Rhodri Marsden 

How to make Rebecca Black sound halfway listenable

Rhodri Marsden: Software program PaulStretch lets you slow down songs, transforming a hideously banal tune into something that sounds like a collaboration between Kate Bush and Mogwai
  
  

Rebecca Black
At a stretch ... Rebecca Black gets a slowcore makeover. Photograph: Ark Music Factory Photograph: Ark Music Factory/PR

These days, two things seem to happen when rotten pieces of music achieve a certain level of notoriety. (Yes, I am about to mention Rebecca Black again, but bear with me.) First there's the outpouring of untrammelled fury over the fact that someone has dared to create something that seems to be culturally worthless. Then someone takes the track and timestretches it.

The notion of sitting at home making Rebecca Black's Friday last five times longer would seem, on the face of it, to be an act of self-flagellation. Uploading it for others to listen, surely an act of barbarism. But, as you'll hear, it's a beautiful thing. A shimmering, slow-shifting soundscape that transforms the hideously banal lyrics into a series of elongated vowels and hissing consonants. The music itself – which is, at normal speed, a GSCE-type exercise in how two notes in a scale can fit reasonably well with a repeated sequence of four chords – becomes complex, even fascinating. Passing a magnifying glass over something stultifyingly predictable can reveal minuscule, beautiful shifts in harmony and timbre that its creators would, it's safe to say, never have come up with in a month of Fridays.

This isn't new, of course. Back in August someone realised that Justin Bieber's U Smile actually contained some hidden beauty – you just had to play it 800% slower. The software that's used to produce all these pieces is called PaulStretch, created by programmer Paul Nasca. In fact, it's not a strict timestretch; it's enhanced by a clever process of randomisation, where each tiny chunk of the music – a hundred milliseconds or so – is "smeared", digitally rebuilt and then placed back in sequence. While tens of thousands of people have sat back and enjoyed these ambient symphonies, from the well-known (Jurassic Park) to the more recently uploaded (Emmerdale) the credit really has to go to Nasca for producing a piece of software that effortlessly emulates ambient work that artists on the 4AD label 25 years ago would have spent weeks crafting. All we have to do now is, literally, click a button.

That took me two minutes; a Mike Sammes paint commercial transformed into something akin to Le Mystère Des Voix Bulgares. It sounds lovely, but ... I don't feel as if I've created something. Because it required no effort.

There'll always be debate surrounding whether merely digitally processing other people's work is artistically sound. A lot of attention was given in the autumn to Daniel Lopatin, aka Oneohtrix Point Never, when he produced a loop of two bars of Chris de Burgh's Lady in Red – probably the two least offensive bars of the whole song – and was hailed as something approaching a genius. Surely that's easy, right? Well, I've just spent five minutes sticking a drum loop behind a section of Starship's We Built This City to show just how simple the process can be.

Unfortunately it's a bit rubbish. There's clearly a skill in making bad music sound good – but at the moment I'd say Paul Nasca deserves the most praise. And I've not even heard any music he's made. Bizarre.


**Work instruction**:
Copy out each line of the data below in which "Monthly" appears.

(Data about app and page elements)
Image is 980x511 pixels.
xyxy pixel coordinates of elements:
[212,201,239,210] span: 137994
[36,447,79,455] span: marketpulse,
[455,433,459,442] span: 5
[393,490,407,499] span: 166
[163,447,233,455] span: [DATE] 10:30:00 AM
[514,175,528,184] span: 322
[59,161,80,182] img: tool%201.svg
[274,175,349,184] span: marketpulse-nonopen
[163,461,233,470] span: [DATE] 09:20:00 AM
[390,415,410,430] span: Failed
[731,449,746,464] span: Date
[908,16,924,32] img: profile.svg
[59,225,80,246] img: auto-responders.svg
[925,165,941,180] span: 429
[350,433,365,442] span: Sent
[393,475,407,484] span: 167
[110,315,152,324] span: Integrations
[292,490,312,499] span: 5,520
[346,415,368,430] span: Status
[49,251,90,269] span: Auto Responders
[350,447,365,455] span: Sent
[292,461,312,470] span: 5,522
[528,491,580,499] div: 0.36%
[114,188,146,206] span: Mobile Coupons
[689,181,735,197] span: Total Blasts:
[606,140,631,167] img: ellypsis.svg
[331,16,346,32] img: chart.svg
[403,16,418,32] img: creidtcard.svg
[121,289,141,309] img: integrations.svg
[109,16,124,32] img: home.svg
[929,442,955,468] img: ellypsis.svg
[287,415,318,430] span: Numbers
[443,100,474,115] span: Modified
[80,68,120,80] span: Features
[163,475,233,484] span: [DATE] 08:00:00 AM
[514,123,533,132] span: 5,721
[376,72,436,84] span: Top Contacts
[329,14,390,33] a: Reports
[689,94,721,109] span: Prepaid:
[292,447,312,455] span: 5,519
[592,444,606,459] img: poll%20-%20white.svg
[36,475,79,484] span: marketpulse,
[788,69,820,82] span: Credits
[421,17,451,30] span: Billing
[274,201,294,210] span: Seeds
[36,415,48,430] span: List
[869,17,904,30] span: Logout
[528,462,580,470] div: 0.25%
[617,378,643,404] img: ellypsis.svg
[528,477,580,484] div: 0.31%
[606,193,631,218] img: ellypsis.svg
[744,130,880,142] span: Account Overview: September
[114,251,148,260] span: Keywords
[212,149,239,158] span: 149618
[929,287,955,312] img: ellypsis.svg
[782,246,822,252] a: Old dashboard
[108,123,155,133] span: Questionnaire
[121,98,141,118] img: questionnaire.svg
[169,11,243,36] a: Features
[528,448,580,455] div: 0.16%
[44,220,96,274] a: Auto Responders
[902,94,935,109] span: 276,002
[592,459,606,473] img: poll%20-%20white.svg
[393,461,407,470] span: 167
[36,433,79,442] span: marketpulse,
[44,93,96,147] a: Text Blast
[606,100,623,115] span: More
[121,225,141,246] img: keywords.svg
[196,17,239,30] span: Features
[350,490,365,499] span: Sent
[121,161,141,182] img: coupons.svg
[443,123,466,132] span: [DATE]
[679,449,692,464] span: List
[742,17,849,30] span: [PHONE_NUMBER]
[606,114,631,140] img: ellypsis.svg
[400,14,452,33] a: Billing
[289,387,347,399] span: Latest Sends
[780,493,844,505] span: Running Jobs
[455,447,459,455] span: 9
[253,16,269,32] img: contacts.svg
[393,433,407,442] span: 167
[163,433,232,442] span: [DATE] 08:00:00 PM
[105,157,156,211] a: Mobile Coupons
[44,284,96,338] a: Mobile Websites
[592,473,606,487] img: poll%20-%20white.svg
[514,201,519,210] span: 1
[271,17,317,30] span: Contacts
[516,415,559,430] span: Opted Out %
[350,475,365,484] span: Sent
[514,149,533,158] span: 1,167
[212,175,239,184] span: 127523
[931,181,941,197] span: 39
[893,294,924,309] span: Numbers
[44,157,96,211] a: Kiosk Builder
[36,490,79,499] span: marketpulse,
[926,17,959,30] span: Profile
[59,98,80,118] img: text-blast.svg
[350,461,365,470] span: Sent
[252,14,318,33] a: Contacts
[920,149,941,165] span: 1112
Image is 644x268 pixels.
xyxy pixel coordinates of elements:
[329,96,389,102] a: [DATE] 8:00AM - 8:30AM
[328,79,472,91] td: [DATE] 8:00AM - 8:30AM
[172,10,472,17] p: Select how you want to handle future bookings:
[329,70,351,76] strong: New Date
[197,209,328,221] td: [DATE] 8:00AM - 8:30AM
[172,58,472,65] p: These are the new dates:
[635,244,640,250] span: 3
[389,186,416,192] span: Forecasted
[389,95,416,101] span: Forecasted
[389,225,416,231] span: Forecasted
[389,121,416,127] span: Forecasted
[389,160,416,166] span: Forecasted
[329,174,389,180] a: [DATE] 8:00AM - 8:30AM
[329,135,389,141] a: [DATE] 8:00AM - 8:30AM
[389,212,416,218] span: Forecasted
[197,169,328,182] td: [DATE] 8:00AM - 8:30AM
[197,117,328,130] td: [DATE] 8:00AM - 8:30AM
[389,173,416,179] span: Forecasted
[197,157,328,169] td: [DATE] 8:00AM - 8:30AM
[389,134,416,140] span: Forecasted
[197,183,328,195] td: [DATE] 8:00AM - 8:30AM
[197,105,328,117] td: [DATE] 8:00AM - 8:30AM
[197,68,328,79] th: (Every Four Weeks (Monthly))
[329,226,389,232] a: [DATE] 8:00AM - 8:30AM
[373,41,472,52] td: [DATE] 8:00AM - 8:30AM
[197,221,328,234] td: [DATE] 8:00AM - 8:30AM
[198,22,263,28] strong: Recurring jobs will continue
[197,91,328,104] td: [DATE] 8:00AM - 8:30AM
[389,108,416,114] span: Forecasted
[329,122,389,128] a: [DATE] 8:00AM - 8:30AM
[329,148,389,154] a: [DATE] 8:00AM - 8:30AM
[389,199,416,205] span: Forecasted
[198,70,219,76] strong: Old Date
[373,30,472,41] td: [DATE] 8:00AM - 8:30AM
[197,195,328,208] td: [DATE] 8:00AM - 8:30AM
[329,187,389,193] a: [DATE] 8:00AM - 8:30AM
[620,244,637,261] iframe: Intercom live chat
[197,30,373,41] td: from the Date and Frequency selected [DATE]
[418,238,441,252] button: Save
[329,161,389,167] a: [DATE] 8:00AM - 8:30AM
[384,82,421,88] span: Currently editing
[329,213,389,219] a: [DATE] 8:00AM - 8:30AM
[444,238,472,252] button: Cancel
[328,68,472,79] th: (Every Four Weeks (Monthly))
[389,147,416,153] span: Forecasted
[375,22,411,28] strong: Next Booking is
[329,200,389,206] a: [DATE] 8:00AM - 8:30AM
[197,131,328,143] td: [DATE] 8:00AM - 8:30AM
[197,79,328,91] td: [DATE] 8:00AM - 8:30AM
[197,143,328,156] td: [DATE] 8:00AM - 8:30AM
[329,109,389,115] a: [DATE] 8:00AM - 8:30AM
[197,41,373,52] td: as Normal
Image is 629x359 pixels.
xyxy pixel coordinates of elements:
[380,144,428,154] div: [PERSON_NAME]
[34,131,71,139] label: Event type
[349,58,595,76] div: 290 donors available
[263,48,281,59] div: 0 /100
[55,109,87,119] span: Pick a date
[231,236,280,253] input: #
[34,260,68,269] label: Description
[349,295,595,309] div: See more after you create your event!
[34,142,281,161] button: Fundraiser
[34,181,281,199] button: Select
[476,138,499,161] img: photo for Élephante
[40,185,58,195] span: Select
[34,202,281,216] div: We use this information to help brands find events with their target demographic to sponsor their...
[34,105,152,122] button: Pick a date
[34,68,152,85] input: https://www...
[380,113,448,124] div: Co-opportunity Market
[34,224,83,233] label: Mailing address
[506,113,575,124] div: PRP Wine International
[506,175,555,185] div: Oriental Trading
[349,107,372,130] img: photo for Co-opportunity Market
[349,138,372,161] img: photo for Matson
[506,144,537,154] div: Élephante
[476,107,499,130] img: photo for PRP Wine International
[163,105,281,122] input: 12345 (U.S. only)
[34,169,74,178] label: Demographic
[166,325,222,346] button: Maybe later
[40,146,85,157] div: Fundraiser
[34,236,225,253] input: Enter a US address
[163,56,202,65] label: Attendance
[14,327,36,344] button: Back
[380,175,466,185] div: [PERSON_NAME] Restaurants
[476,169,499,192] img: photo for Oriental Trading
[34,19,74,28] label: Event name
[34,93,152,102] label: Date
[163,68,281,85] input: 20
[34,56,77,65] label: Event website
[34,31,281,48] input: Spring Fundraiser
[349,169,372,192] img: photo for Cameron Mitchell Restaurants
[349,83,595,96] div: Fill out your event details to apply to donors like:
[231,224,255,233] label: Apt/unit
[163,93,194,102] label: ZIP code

**Answer below**:
[197,68,328,79] th: (Every Four Weeks (Monthly))
[328,68,472,79] th: (Every Four Weeks (Monthly))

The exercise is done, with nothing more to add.